Ceramiq · 26/03/2025 15:46

And you think that top students at UWC are better than top students at non-selective IB schools worldwide? Given the eye-watering fees at UWC and the fact that children have to board in a country far from home, there's a selection bias that is very strong indeed and students also benefit from an extraordinary academic environment at UWC to prepare them for global élite universities. I would have thought that a top student at a non-selective IB school might have more merit, personally.

Okay; I think you’re getting a bit confused in terms of what I’ve written.

I didn’t say we admit those international students. I said that’s where we tend to see the majority of the non-U.K. IB applicants coming from. But, as I posted upthread, we don’t actually admit many overseas students at all, and almost none in many subjects. Our quotas / targets are precisely geared at the less privileged UK hone students.

Now, as I also said upthread, the trend for the IB in U.K. schools started in the private/grammar schools, but it became very popular in the late 2000s and early 2010s, and then many state schools also started offering the IB (usually alongside A-levels).

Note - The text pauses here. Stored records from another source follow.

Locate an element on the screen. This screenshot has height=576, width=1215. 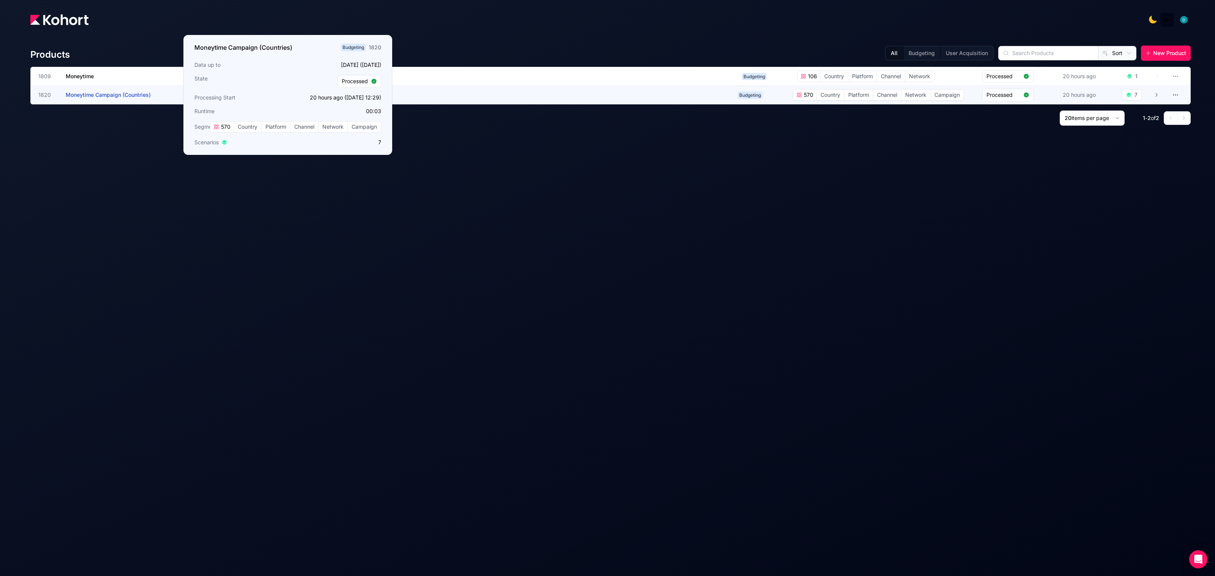
img: Kohort logo is located at coordinates (59, 20).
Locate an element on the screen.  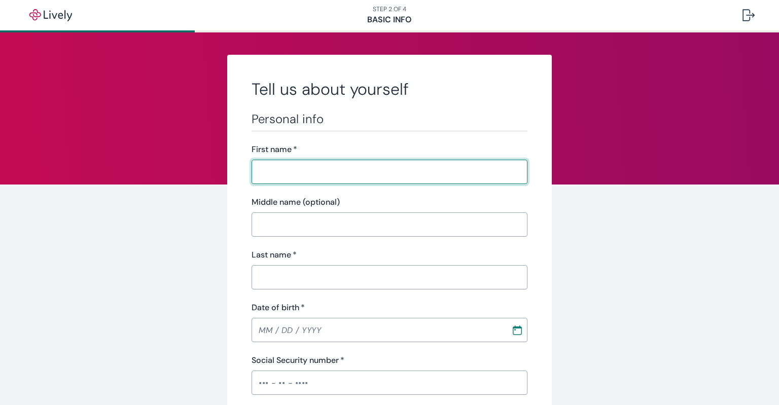
h2: Tell us about yourself is located at coordinates (389, 89).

At one point up to 40-50% of our U.K. applicants were doing the IB. But after the Gove reforms to the A-level curriculum, plus austerity-related retrenchment in schools funding, most U.K. schools stopped offering the IB (and other things like the pre-U), and reverted to A-levels only. There are very very few IB-only state schools left in the U.K. now, and in general they tend to be themselves in more privileged areas/more selective.

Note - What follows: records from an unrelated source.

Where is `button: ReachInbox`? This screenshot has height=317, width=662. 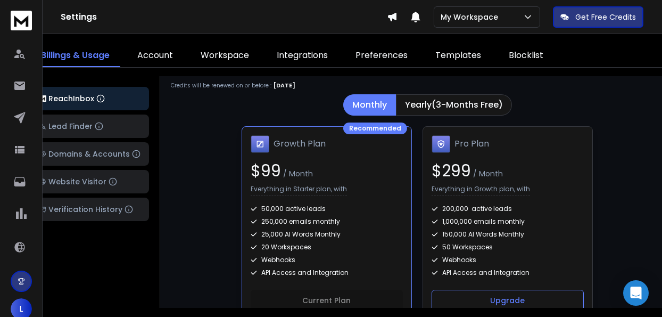
button: ReachInbox is located at coordinates (89, 98).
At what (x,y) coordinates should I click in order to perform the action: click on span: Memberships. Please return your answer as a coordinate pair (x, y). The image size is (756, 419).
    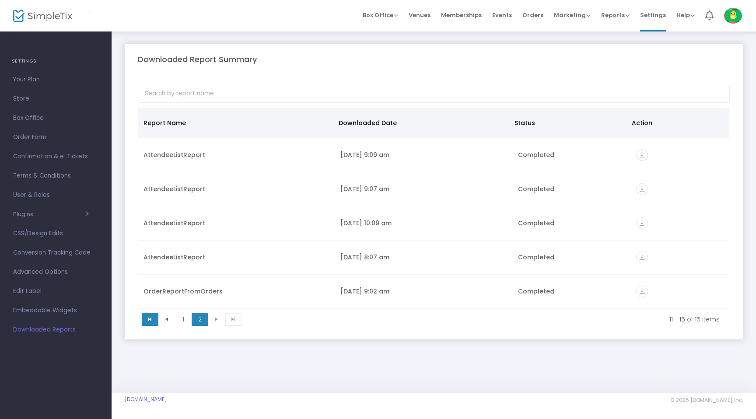
    Looking at the image, I should click on (461, 15).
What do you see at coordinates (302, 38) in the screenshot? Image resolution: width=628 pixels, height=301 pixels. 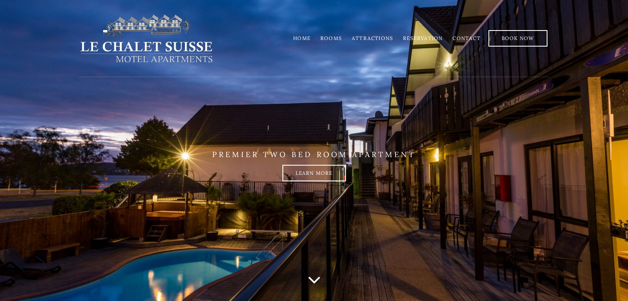 I see `a: Home` at bounding box center [302, 38].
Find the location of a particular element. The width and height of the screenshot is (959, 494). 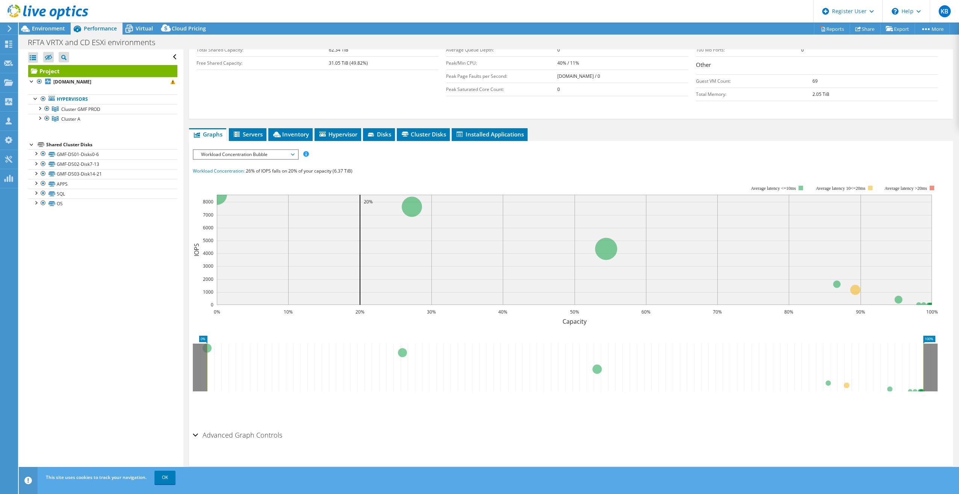

h1: RFTA VRTX and CD ESXi environments is located at coordinates (95, 42).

The vast majority of our candidates with the IB now (much diminished in numbers), are from pretty decent UK schools, because those are the ones which tend to be able to afford to run the IB. (Many of them are schools that offer both IB and A-level parallel systems, so they aren’t in practice taught that much differently in ethos.) In any case, we apply the same applications process and standards to both routes. The standard offer ought to be at a comparable standard for both.

We take context into account when making offers, especially for disadvantaged candidates; but unlike some U.K. universities, we don’t make contextual offers. All candidates have to meet our standard offer.

Ceramiq · 26/03/2025 18:02

@cityofgirls Thank you for expanding on your previous posts - they did, indeed, require clarification.

cityofgirls · 26/03/2025 18:14

Ceramiq · 26/03/2025 18:02

@cityofgirls Thank you for expanding on your previous posts - they did, indeed, require clarification.

I’ve just reposted the same things I wrote upthread.

Ceramiq · 26/03/2025 18:46

cityofgirls · 26/03/2025 18:14

I’ve just reposted the same things I wrote upthread.